Alloway - ‘the classic way’

50 ml Chivas Regal 18yo
15 ml Stone’s ginger wine
5 ml Benedictine
1 dash Angostura bitters
1 spray Absinthe (from an atomiser)

Pour the first four ingredients into a mixing glass. Fill with cubed ice and stir for 15-20 seconds.
Using an atomiser, spray the inside of chilled cocktail glass with Absinthe.
Strain the cocktail into the Absinthe-rinsed glass, and garnish with a twist of orange zest.


Lochfield - ‘the local way’

50 ml Chivas Regal 12yo
10 ml ginger juice
15 ml lemon juice
15 ml rosemary syrup
10 ml egg white

Pour all ingredients into a cocktail shaker. Shake briefly without ice.
Fill the shaker with cubed ice and shake for 10-15 seconds.
Fine-strain into a chilled coupe glass and garnish with a rosemary sprig.

Middlecroft - ‘the Japanese way’

50 ml Chivas Extra
10 ml pickled ginger brine
10 ml sencha tea syrup
1 spray peated single malt whisky (from an atomiser)
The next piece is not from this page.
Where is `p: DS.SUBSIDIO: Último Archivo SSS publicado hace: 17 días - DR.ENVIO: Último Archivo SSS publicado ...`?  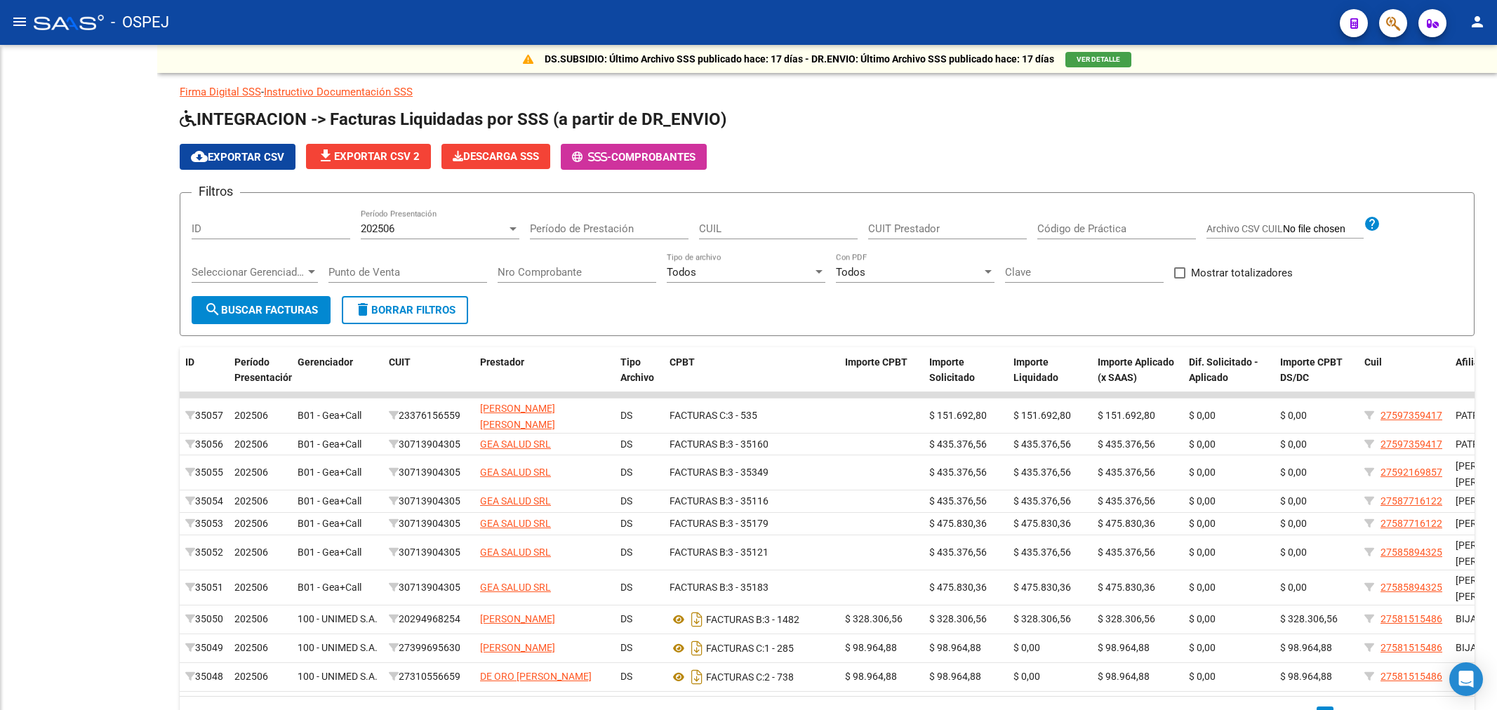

Pour the first three ingredients into a mixing glass. Fill with cubed ice and stir for 15-20 seconds.
Using an atomiser, spray the inside of chilled cocktail glass with a peated single malt whisky.
Strain the cocktail into the whisky-rinsed glass, and garnish with a twist of orange zest.


Ginger juice
100 g root ginger
100 g water

Wash, peel and dice the ginger. Put the ginger and water in a blender and blend until ginger is fully broken up. Strain out the solids and transfer to a clean bottle.

Rosemary syrup
2 sprigs rosemary
350 g granulated cane sugar
350 g water

Blanch the rosemary sprigs for 3 seconds in boiling water then transfer them to an ice bath. Remove from the ice and reserve. Combine the water and sugar in a pan and bring to the boil on a medium heat. Add the rosemary sprigs and simmer on medium heat for 5 minutes. Leave to cool. Once cool, remove the rosemary sprigs and transfer to a clean bottle. Yields ~500 ml.

Sencha tea syrup
5 g loose leaf sencha tea
350 g water
350 g granulated cane sugar

Heat water to 80 degrees Celsius and add the tea. Leave to infuse for 3 minutes. Once infused, strain out solids and transfer to a pan. Add the sugar and bring to the boil. Simmer on low heat for 2 minutes, then remove from heat and leave to cool. Once cool, transfer to a clean bottle. Yields ~ 500 ml.

Pickled ginger brine
You can buy gari in jars in an Asian supermarket; if you do, just use the brine from the jar. If you want to make your own, this recipe is the one I used.